George MacDonald (1824-1905) was a Scottish author, teacher, and, briefly, clergyman, whose theology was too personal and idiosyncratic for him to remain on the pulpit for very long, but whose imagination led him to write two of the most important visionary novels of the 19th century. Both Phantastes (1858) and Lilith (1895) are dream novels, which, as C.S. Lewis described them, hover "between the allegorical and the mythopoeic."

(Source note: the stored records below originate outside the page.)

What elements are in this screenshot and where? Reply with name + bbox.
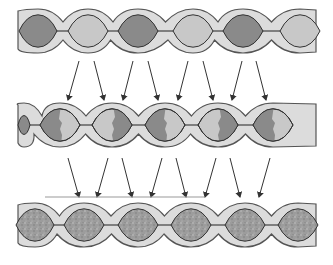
- segmented-tube-diagram: [0, 0, 333, 265]
- arrow-icon: [97, 158, 108, 197]
- arrow-icon: [203, 61, 213, 100]
- stage-2-tube: [17, 103, 316, 147]
- arrow-icon: [148, 61, 158, 100]
- arrow-icon: [151, 158, 162, 197]
- arrow-icon: [230, 158, 240, 197]
- arrow-icon: [122, 158, 132, 197]
- arrow-icon: [68, 158, 79, 197]
- stage-1-tube: [18, 9, 320, 53]
- arrow-icon: [176, 158, 186, 197]
- tube-rows: [16, 9, 320, 247]
- arrow-icon: [123, 61, 133, 100]
- arrow-icon: [205, 158, 216, 197]
- arrow-icon: [68, 61, 79, 100]
- diagram-canvas: [0, 0, 333, 265]
- stage-3-tube: [16, 203, 318, 247]
- arrow-icon: [94, 61, 104, 100]
- arrow-icon: [259, 158, 270, 197]
- arrow-icon: [256, 61, 266, 100]
- arrow-icon: [178, 61, 188, 100]
- arrow-icon: [232, 61, 242, 100]
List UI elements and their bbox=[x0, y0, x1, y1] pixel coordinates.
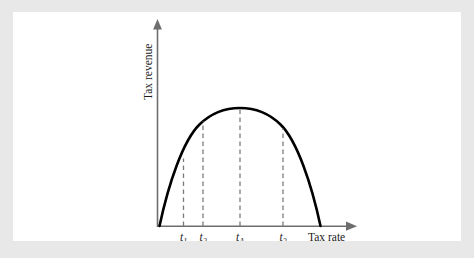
tick-label-t3: t3 bbox=[280, 231, 287, 241]
figure-plate: t1 t2 tA t3 Tax rate Tax revenue bbox=[13, 12, 461, 241]
chart-canvas: t1 t2 tA t3 Tax rate Tax revenue bbox=[13, 12, 461, 241]
tick-label-t1: t1 bbox=[180, 231, 187, 241]
y-axis-arrow-icon bbox=[153, 19, 162, 30]
laffer-curve-chart: t1 t2 tA t3 Tax rate Tax revenue bbox=[13, 12, 461, 241]
y-axis-title: Tax revenue bbox=[142, 44, 154, 100]
figure-frame: t1 t2 tA t3 Tax rate Tax revenue bbox=[0, 0, 474, 258]
x-axis bbox=[158, 222, 358, 231]
x-tick-labels: t1 t2 tA t3 bbox=[180, 231, 287, 241]
x-axis-arrow-icon bbox=[346, 222, 357, 231]
x-axis-title: Tax rate bbox=[308, 231, 345, 241]
y-axis bbox=[153, 19, 162, 227]
tick-label-tA: tA bbox=[236, 231, 244, 241]
tick-label-t2: t2 bbox=[200, 231, 207, 241]
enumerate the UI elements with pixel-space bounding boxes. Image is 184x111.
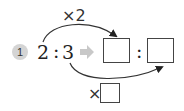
ratio-right-separator: : xyxy=(136,41,142,61)
answer-box-b[interactable] xyxy=(147,38,174,63)
ratio-left-separator: : xyxy=(53,41,59,61)
ratio-left-a: 2 xyxy=(37,42,49,62)
answer-box-a[interactable] xyxy=(103,38,130,63)
multiplier-answer-box[interactable] xyxy=(100,83,120,103)
ratio-left-b: 3 xyxy=(62,42,74,62)
problem-number-badge: 1 xyxy=(12,44,28,60)
top-multiplier-label: ×2 xyxy=(62,6,86,25)
right-arrow-icon xyxy=(80,45,94,59)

While MacDonald was explicitly a Christian writer, and influenced by John Bunyan, he broke free of the sort of strict point-for-point allegory found in medieval morality plays and produced something which followed the logic of dreams and delved into the subconscious in a manner which, in a pre-Freudian, pre-Jungian era, was quite revolutionary. His major novels, particularly Lilith, are kin to Lewis Carroll’s Alice books, but much darker in tone. They are clear ancestors of David Lindsay’s amazing A Voyage to Arcturus (1920) and much of Lewis’s work, but of broad enough appeal to win the praise of the decidedly irreligious H.P. Lovecraft, whose "Supernatural Horror in Literature" praises Lilith for its "“compelling bizarrerie all its own." Both of MacDonald's major novels are inner night-journeys of self-discovery, in which characters venture into perilous otherworlds fraught with hidden meanings.